A committee of physicians screened potential patients by strict medical criteria. Medically suitable candidates were then further reviewed by an anonymous lay committee which decided who would get treatment. This difficult decision was based on medical and financial criteria, the perceived ability to adjust to dialysis, family status and the patient’s potential contribution to or burden on society. This committee was active until 1971.

"They intended it to be average citizens and they evaluated the person on things like what kind of contribution they would make in society," said Linda Sellers, public relations manager at NKC. "That was the birth of bioethics, the study and the field of bioethics. Once people started talking about that allocation it became a philosophical discipline to study."

Those were the political highlights of that era. One of the most important highlights that came out around that time was the possibility of home therapies.

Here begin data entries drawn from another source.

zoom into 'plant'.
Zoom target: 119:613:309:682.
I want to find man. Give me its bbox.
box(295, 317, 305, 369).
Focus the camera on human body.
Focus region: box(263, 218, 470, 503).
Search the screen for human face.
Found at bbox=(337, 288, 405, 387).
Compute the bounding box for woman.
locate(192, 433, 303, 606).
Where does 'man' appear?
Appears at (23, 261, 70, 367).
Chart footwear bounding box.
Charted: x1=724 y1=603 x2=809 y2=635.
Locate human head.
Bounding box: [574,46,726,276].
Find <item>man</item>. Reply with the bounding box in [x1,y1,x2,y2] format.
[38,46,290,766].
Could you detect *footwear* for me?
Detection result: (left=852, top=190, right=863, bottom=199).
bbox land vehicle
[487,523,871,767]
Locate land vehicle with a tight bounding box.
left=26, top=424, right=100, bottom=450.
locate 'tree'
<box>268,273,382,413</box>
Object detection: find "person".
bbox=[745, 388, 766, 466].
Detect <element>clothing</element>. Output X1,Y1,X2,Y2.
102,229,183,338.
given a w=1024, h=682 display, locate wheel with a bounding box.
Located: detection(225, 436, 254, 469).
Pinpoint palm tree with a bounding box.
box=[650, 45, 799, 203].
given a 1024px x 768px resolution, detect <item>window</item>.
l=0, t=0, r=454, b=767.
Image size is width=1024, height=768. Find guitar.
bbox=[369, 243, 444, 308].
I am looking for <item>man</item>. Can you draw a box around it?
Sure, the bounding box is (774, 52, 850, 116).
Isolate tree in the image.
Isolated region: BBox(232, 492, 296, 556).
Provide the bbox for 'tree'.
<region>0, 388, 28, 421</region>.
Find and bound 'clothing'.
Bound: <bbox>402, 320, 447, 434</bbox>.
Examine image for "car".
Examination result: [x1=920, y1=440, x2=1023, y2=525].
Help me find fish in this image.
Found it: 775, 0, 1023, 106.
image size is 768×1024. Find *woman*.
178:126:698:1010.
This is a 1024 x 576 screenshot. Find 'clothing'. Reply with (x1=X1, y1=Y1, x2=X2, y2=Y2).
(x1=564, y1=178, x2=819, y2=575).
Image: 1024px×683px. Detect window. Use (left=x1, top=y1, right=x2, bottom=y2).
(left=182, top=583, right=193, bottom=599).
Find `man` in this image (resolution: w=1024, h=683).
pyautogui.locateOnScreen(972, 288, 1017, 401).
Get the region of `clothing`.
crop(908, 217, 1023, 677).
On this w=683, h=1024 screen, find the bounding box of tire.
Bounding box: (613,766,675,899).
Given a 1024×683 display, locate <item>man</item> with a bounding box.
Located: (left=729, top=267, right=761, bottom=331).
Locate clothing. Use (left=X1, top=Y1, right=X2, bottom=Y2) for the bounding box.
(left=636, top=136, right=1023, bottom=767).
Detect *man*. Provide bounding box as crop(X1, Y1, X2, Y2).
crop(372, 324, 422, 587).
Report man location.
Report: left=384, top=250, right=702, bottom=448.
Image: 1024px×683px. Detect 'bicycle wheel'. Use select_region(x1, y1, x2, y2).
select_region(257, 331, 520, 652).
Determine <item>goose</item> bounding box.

Home hemodialysis (HHD) was developed in Boston, Seattle and London on 1964, primarily to save costs at a time when dialysis treatment was not funded by private insurance or other resources. Once HHD was shown to be effective and safe at the University of Washington Hospital program the SAKC started a HHD program in 1966. By 1973, HHD, usually three times a week and often overnight, was being used by almost 40 percent of the 10,000 or so dialysis patients in the United States and by 90 percent of the SAKC patients.

When the Medicare ESRD Program began, it was entitlement program meaning that almost everyone in the United States who developed kidney failure was entitled to treatment. As a result, the dialysis patient population started to increase rapidly and to change as it began to include many older patients and more patients with kidney failure due to diabetes.